Wednesday. The sky an airbrushed blue-grey cloud cover, like a cheesy mural in a Howard Johnson’s. The Dead behind a gaggle of microphones, behind them two eight-foot coffin woofers, clusters of speaker horns.
Twenty or thirty people form a chain, whipping through the closely grouped crowd, looking like...like what? A ribosome, a chain of procreation dancing across a living cell, or Death leading his dancing subjects?
Grateful Dead?
Inane metaphors.
http://tech.mit.edu/V90/PDF/N25.pdf
* * *
Monday, May 11, 1970:
GRADES, CLASSES OPTIONAL
PROFS BACK 'FLEXIBILITY'
Agreeing...that "academic activities cannot continue in normal fashion," the faculty yesterday voted far-reaching changes in policy for the remainder of the term... Students doing "satisfactory" work before May 4 are eligible for a "pass" grade, with full academic credit, whether or not they continue work in the course.
As at the last meeting Tuesday, sentiment on the motion was all but unanimous... The vote was overwhelming - of the 700 faculty that jammed Kresge, only 14 or 15 voted no.
STRIKE EFFORT STILL STRONG
The national university/student strike begins its second week today with over 300 schools on strike against the war in Indochina...
http://tech.mit.edu/V90/PDF/N24.pdf
http://archive.org/details/gd70-05-06.sbd.gans.94.sbefail.shnf
http://archive.org/details/gd1970-05-07.aud.sirmick.32276.sbeok.flac16
There is not much about the Dead shows here, just a very brief bit in a longer article about the activities of the first strike week.
ReplyDelete(This was also the occasion when the Dead met Ned Lagin, then a student at MIT.)
These short excerpts mainly set the Dead's MIT appearance in its larger context - the school was on strike. This was a huge nationwide event - the May 8 Tech reported that "80 colleges and universities are closed, with 337 institutions participating in the strike." The Tech summarized in each issue how things were going on other campuses.
Sometimes it's said that the free 5/6/70 show was part of a rally to protest the Kent State shootings on 5/4. This isn't really so. In all these issues of the Tech, Kent State is rarely mentioned. Protests had actually been building up since Nixon announced the invasion of Cambodia at the end of April, and reached a peak on the weekend before the Dead arrived at MIT.
I highly recommend reading through these issues, for a dramatic sense of the times.
The campus fervor seems to have petered out quickly, as later issues report - with classes canceled or optional, many students just stayed in or went home.
May 12: Rally Debates Strike Goals
Hampered by an overdose of rhetoric, the mass meeting in Kresge at noon yesterday achieved little. A secondary problem was that at its height there were only about 500 people, a sharp drop from last Monday's meeting which packed Kresge...

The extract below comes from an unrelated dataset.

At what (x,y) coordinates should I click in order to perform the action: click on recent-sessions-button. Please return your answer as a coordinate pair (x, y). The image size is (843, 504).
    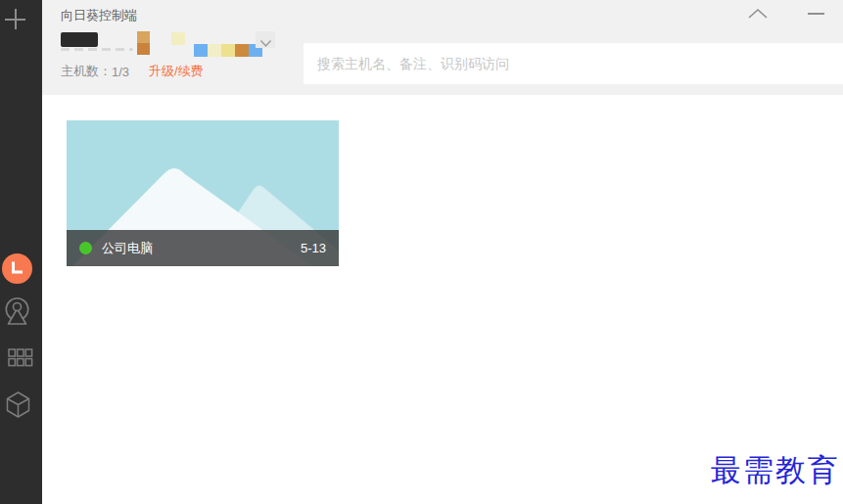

Attendance dropped rapidly after 1:00 and the meeting became more disheartened. The last speaker summed up the feeling rather well when he said, "We don't have a majority. There are 50 people still here. There are over 6900 students who think what they are doing is more important."
May 12: Canvassing Efforts Faltering
A major drop in the number of students canvassing yesterday was attributed to the weather by one of the organizers at MIT. Another organizer suggested that many students were deterred from canvassing by the necessity of learning the status of their classes.
300 to 400 students were engaged in canvassing efforts at the end of last week, but Sunday only about 30 workers were out. Monday morning's turnout was also disappointing.
May 15: Local Strike Activity Slows
The past week saw a slowdown of strike activity on most campuses... Campus strike centers in the area have had to adapt to the gradual decrease of participation.
May 15: Poor Attendance Mars Canvassing
Canvassing efforts continued to slip this week as the strike wore on and students began to leave the campus... The Student Center sent out only 20 people yesterday...
The steady decline in the number of canvassers leaving MIT has been very depressing to the organizers of the effort. When reached for comment, one simply said that he was very disgusted, while another asked that The Tech do everything possible to urge people to go out and do the grass roots work necessary for success.